Europe’s top human rights court Thursday ruled inadmissible a man’s discrimination claim against a Belfast bakery for declining his pro-gay marriage cake order because of its owners’ religious beliefs.

The ruling ended a years-long legal battle that had raised questions about civil rights, religious freedoms and sexual orientation in Northern Ireland, a region of Britain.

The saga also mirrored similar, high-profile cases in the United States where bakeries and other businesses in recent years have refused to cater same-sex weddings.

The European Court of Human Rights, or ECHR, said Thursday that the claim was inadmissible because the complainant, gay rights activist Gareth Lee, had failed to invoke his rights under Europe’s human rights convention as the case made its way through the British court system.

“By relying solely on domestic law, the applicant had deprived the domestic courts the opportunity to address any Convention issues raised,” the judges wrote, adding that Lee was asking the ECHR to “usurp the role of domestic courts.”

The complaint was first made in 2014 after Lee notified Northern Ireland’s Equality Commission that the Christian-run bakery, Ashers Baking Co., had canceled his order for a cake featuring Sesame Street characters Bert and Ernie and bearing the slogan “Support Gay Marriage." Same-sex marriage was illegal in Northern Ireland at the time.
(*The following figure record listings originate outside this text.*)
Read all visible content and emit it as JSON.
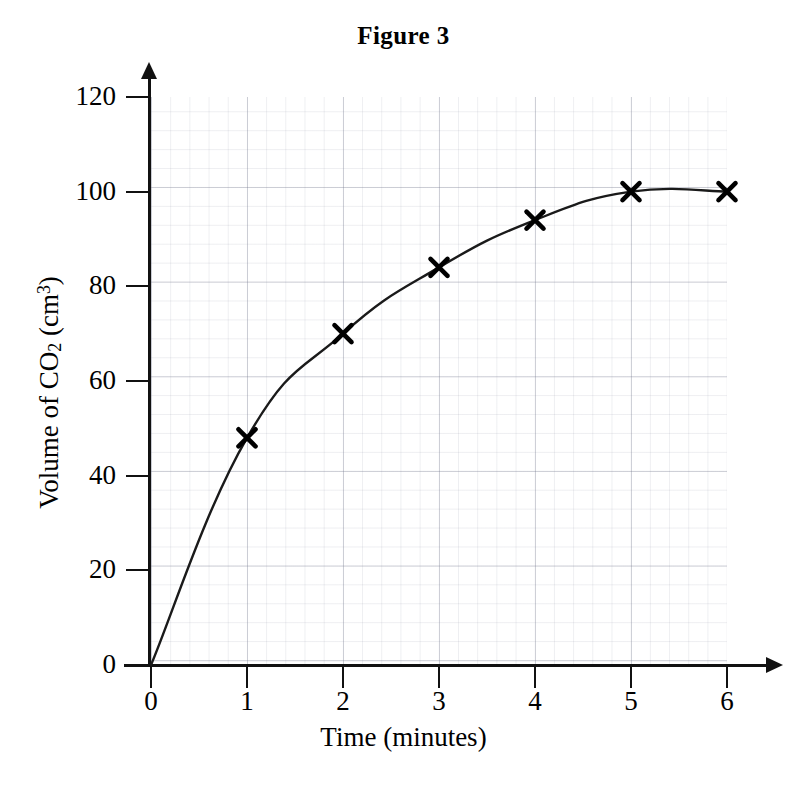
{
  "figure": {
    "title": "Figure 3"
  },
  "chart_data": {
    "type": "line",
    "title": "Figure 3",
    "xlabel": "Time (minutes)",
    "ylabel": "Volume of CO2 (cm3)",
    "ylabel_parts": {
      "prefix": "Volume of CO",
      "sub": "2",
      "middle": " (cm",
      "sup": "3",
      "suffix": ")"
    },
    "x": [
      0,
      1,
      2,
      3,
      4,
      5,
      6
    ],
    "values": [
      0,
      48,
      70,
      84,
      94,
      100,
      100
    ],
    "markers": [
      {
        "x": 1,
        "y": 48
      },
      {
        "x": 2,
        "y": 70
      },
      {
        "x": 3,
        "y": 84
      },
      {
        "x": 4,
        "y": 94
      },
      {
        "x": 5,
        "y": 100
      },
      {
        "x": 6,
        "y": 100
      }
    ],
    "marker_style": "x-cross",
    "xlim": [
      0,
      6
    ],
    "ylim": [
      0,
      126
    ],
    "xticks": [
      "0",
      "1",
      "2",
      "3",
      "4",
      "5",
      "6"
    ],
    "yticks": [
      "0",
      "20",
      "40",
      "60",
      "80",
      "100",
      "120"
    ],
    "grid": true,
    "grid_style": "graph-paper",
    "legend": null,
    "line_color": "#1a1a1a",
    "marker_color": "#000000",
    "grid_color": "#787d91",
    "axis_color": "#111111",
    "background": "#ffffff"
  }
}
The company fired back, citing religious freedom, but ultimately lost the original case and a subsequent appeal. In 2018, however, Britain’s Supreme Court ruled in favor of Ashers, saying that the bakery had not discriminated against Lee because of his sexual orientation.

“They would have refused to make such a cake for any customer, irrespective of their sexual orientation,” the court’s then-president, Lady Hale, said, the BBC reported. “Their objection was to the message on the cake, not to the personal characteristics of Mr. Lee.”

Lee said Thursday that he was disappointed that the case was dismissed on a “technicality.”

“None of us should be expected to have to figure out the beliefs of a company’s owners before going into their shop or paying for their services,” he said.

The Irish Times quoted the deputy director of the Committee on the Administration of Justice, a Northern Ireland-based rights group that was a third-party intervener in the case, as saying the ruling was a “missed opportunity” for the ECHR.

The court, Daniel Holder said, could have used the decision to “clarify its case law on sexual orientation and discrimination in the private sector, particularly when it is said to relate to the message rather than the customer."